When, after politely rapping at the door of the parlour, the three entered the room, they found the great actress in precisely the same attitude she had assumed for her last visitor. The dignity of her posture was not without its effect upon the young men. They were not quite so self-confident as they had been outside the door. Each of them looked at the other, so to speak; but somehow none of the three appeared to be fluent. They stood bowing politely, keeping close to the door.

“Who are these persons?” said Mrs. Siddons, as if uttering her thoughts. “Am I in a civilised country or not?”

“Madam,” said Blake, finding his voice, at last, when a slur was cast upon his country. “Madam, Ireland was the home of civilisation when the inhabitants of England were prowling the woods naked, except for a coat of paint.”

Mrs. Siddons sprang to her feet.

“Sir,” she cried, “you are indelicate as well as impertinent. You have no right to intrude upon me without warning.”

“The urgency of our mission is our excuse, madam,” said Blake. “The fact is, madam, to come to the point, the gentleman who visited you just now is our friend.”

“Your friend, sir, is a scoundrel. He grossly insulted me,” said Mrs. Siddons.

“Ah, 't is sorry I am to find you do n't yet understand the impulses of a warmhearted nation, madam,” said Blake, shaking his head. “The gentleman came to compliment you on your acting, and yet you drove him from your door like a hound. That, according to our warmhearted Irish ways, constitutes an offence that must be washed out in blood—ay, blood, madam.”

“What can be your meaning, sir?”

“I only mean, madam, that your husband, whom we all honour on account of the genius—we do n't deny it—the genius and virtue of his wife, will have to meet the most expert swordsman in Ireland in the Phonix Park in the morning, and that Sarah Siddons will be a widow before breakfast time.”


**How to complete this task:** For the data below, please report each line where the word "boxes" is found.

**Data extracts:**

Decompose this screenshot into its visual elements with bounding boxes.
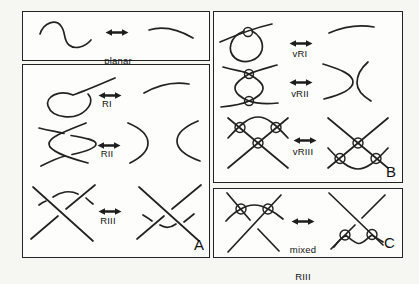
mixed-move-panel: mixed RIII C xyxy=(213,188,403,258)
vri-straight-strand xyxy=(329,26,374,33)
double-arrow-icon xyxy=(289,39,313,48)
riii-left-arc-seg3 xyxy=(86,198,93,204)
mixed-left-under-line-seg2 xyxy=(258,229,279,251)
riii-left-arc-seg1 xyxy=(39,201,46,205)
rii-right-left-arc xyxy=(128,123,148,163)
mixed-riii-label-line1: mixed xyxy=(283,245,323,254)
riii-right-arc-seg1 xyxy=(143,215,152,221)
ri-label: RI xyxy=(87,99,127,108)
rii-under-strand-seg1 xyxy=(39,128,64,134)
rii-over-strand xyxy=(49,123,88,163)
mixed-right-under-line-seg2 xyxy=(362,195,385,218)
double-arrow-icon xyxy=(289,78,313,87)
mixed-left-arc xyxy=(226,205,283,221)
rii-label: RII xyxy=(87,149,127,158)
riii-left-sw-ne-line-seg2 xyxy=(66,185,95,209)
vriii-right-arc xyxy=(328,148,388,169)
mixed-riii-label: mixed RIII xyxy=(283,227,323,284)
wavy-strand xyxy=(40,22,91,47)
vriii-left-arc xyxy=(228,117,288,138)
riii-right-arc-seg3 xyxy=(184,214,194,222)
vrii-strand-1 xyxy=(221,67,263,107)
vrii-right-left-arc xyxy=(323,64,353,99)
riii-right-sw-ne-line-seg2 xyxy=(172,185,201,209)
riii-left-arc-seg2 xyxy=(53,192,78,197)
rii-right-right-arc xyxy=(177,121,200,161)
double-arrow-icon xyxy=(293,136,317,145)
vrii-right-right-arc xyxy=(357,62,371,101)
rii-under-strand-seg3 xyxy=(41,156,65,166)
double-arrow-icon xyxy=(291,217,315,226)
riii-right-arc-seg2 xyxy=(160,224,176,227)
riii-left-sw-ne-line-seg1 xyxy=(31,216,58,239)
panel-c-corner-label: C xyxy=(384,234,395,251)
straightened-strand xyxy=(149,28,193,38)
virtual-moves-panel: vRI vRII vRIII B xyxy=(213,11,403,183)
panel-a-corner-label: A xyxy=(194,236,204,253)
vrii-label: vRII xyxy=(280,89,320,98)
vri-label: vRI xyxy=(280,49,320,58)
ri-straight-strand xyxy=(144,83,189,93)
planar-isotopy-panel: planar isotopy xyxy=(22,11,210,61)
vriii-label: vRIII xyxy=(283,147,323,156)
panel-b-corner-label: B xyxy=(386,163,396,180)
double-arrow-icon xyxy=(105,28,129,37)
classical-moves-panel: RI RII RIII A xyxy=(22,64,210,258)
vri-transversal-strand xyxy=(220,24,272,42)
riii-label: RIII xyxy=(88,216,128,225)
mixed-riii-label-line2: RIII xyxy=(283,272,323,281)
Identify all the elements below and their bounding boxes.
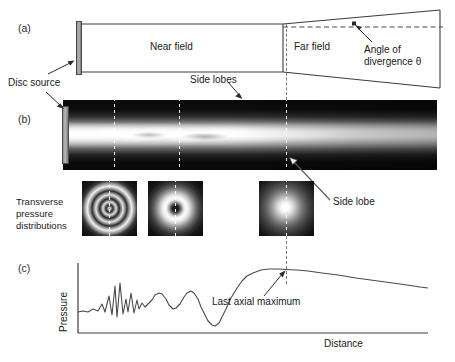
last-axial-maximum-label: Last axial maximum — [212, 296, 300, 308]
distance-axis-label: Distance — [324, 338, 363, 350]
pressure-axis-label: Pressure — [58, 272, 72, 332]
acoustic-beam-figure: (a) Near field Far field Angle of diverg… — [0, 0, 455, 362]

**Expected answer:**
Decompose this screenshot into its visual elements with bounding boxes.
Identify all the elements below and their bounding boxes.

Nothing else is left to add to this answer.